1. The company engaging in these tactics was not hired by Samsung; they appear to have been sub-contracted for some promotion by the company they did hire. Now, it's obviously possible that they turned a blind eye, or don't want to know what methods are used, but in fairness, there's no evidence that they had any idea this was happening. And given the directness of it all, I suspect they'd have objected, if only because it looks so bad.

2. Everyone who was contacted due to being a user on our sites has now received a follow up communication from the company that sent the first message redacting the offer and apologizing for the inappropriate contact and request.

None of that makes any of this... lovely, but it does help clarify that any potential harm or noise this might cause seems to have been contained.




Big company decides to pull a grassroots-focused marketing campaign. Picks an inappropriate venue. Backs off.

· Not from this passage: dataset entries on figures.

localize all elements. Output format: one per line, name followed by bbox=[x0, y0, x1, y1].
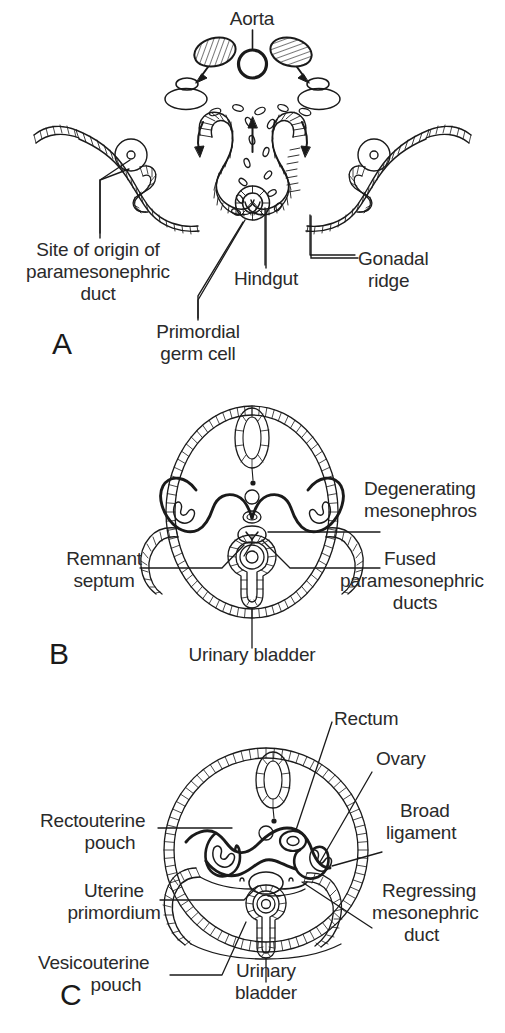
label-site-of-origin-line2: paramesonephric bbox=[8, 261, 188, 283]
panel-a-leaders bbox=[0, 0, 505, 370]
body-wall-rungs bbox=[166, 406, 338, 618]
label-vesico-line1: Vesicouterine bbox=[38, 952, 188, 974]
label-regressing-line3: duct bbox=[404, 924, 504, 946]
label-site-of-origin-line3: duct bbox=[8, 283, 188, 305]
label-rectouterine-line1: Rectouterine bbox=[40, 810, 190, 832]
label-gonadal-line2: ridge bbox=[368, 270, 498, 292]
label-degenerating-line2: mesonephros bbox=[364, 500, 505, 522]
mesonephros-tubule-squiggle-left bbox=[174, 502, 195, 523]
label-ovary: Ovary bbox=[376, 748, 486, 770]
panel-letter-a: A bbox=[52, 327, 72, 361]
label-remnant-line2: septum bbox=[54, 570, 154, 592]
broad-ligament-floor bbox=[200, 877, 307, 896]
label-rectouterine-line2: pouch bbox=[40, 832, 180, 854]
panel-letter-c: C bbox=[60, 978, 82, 1012]
leader-site-of-origin bbox=[100, 169, 129, 238]
label-uterine-line2: primordium bbox=[38, 902, 190, 924]
panel-b-illustration bbox=[0, 380, 505, 680]
label-fused-line1: Fused bbox=[384, 548, 505, 570]
label-urinary-c-line2: bladder bbox=[206, 982, 326, 1004]
label-broad-line1: Broad bbox=[400, 800, 505, 822]
pouch-floor-outline bbox=[206, 860, 296, 876]
leader-ovary bbox=[320, 772, 372, 862]
broad-ligament-right bbox=[304, 873, 343, 947]
leader-rectum bbox=[296, 722, 332, 830]
label-aorta: Aorta bbox=[202, 8, 302, 30]
panel-letter-b: B bbox=[49, 637, 69, 671]
remnant-septum bbox=[244, 543, 252, 556]
neural-tube bbox=[256, 752, 290, 824]
label-site-of-origin-line1: Site of origin of bbox=[8, 239, 188, 261]
embryology-figure: Aorta Site of origin of paramesonephric … bbox=[0, 0, 505, 1033]
mesonephros-tubule-squiggle-right bbox=[310, 502, 331, 523]
body-wall-oval bbox=[166, 406, 338, 618]
label-rectum: Rectum bbox=[334, 708, 454, 730]
regressing-mesonephric-duct-right bbox=[289, 878, 293, 881]
label-urinary-bladder-b: Urinary bladder bbox=[172, 644, 332, 666]
label-urinary-c-line1: Urinary bbox=[206, 960, 326, 982]
label-degenerating-line1: Degenerating bbox=[364, 478, 505, 500]
label-uterine-line1: Uterine bbox=[54, 880, 174, 902]
label-fused-line2: paramesonephric bbox=[340, 570, 505, 592]
label-primordial-line1: Primordial bbox=[138, 321, 258, 343]
regressing-mesonephric-duct-left bbox=[240, 878, 244, 881]
label-fused-line3: ducts bbox=[340, 592, 490, 614]
leader-gonadal-ridge bbox=[311, 216, 358, 258]
label-gonadal-line1: Gonadal bbox=[358, 248, 488, 270]
label-hindgut: Hindgut bbox=[216, 268, 316, 290]
degenerating-mesonephros bbox=[161, 478, 344, 532]
neural-tube bbox=[235, 408, 269, 486]
label-remnant-line1: Remnant bbox=[54, 548, 154, 570]
body-wall-circle bbox=[164, 748, 368, 952]
label-primordial-line2: germ cell bbox=[138, 343, 258, 365]
label-broad-line2: ligament bbox=[386, 822, 505, 844]
label-regressing-line2: mesonephric bbox=[372, 902, 505, 924]
label-regressing-line1: Regressing bbox=[382, 880, 505, 902]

Is fb, for example, a more appropriate venue, selling likes and all that? They explicitly allow sponsored posts that appear to have been made by friends. I think the marketing person figured that stack overflow was similar to fb for nerds. Whoops.


Yep. Reminds me of the time WalMart paid a couple to blog about their RV trip across the US, without the couple disclosing the entire trip and blog was a WalMart marketing experiment: http://kevin.lexblog.com/2006/10/13/fake-blog-walmart-gets-c...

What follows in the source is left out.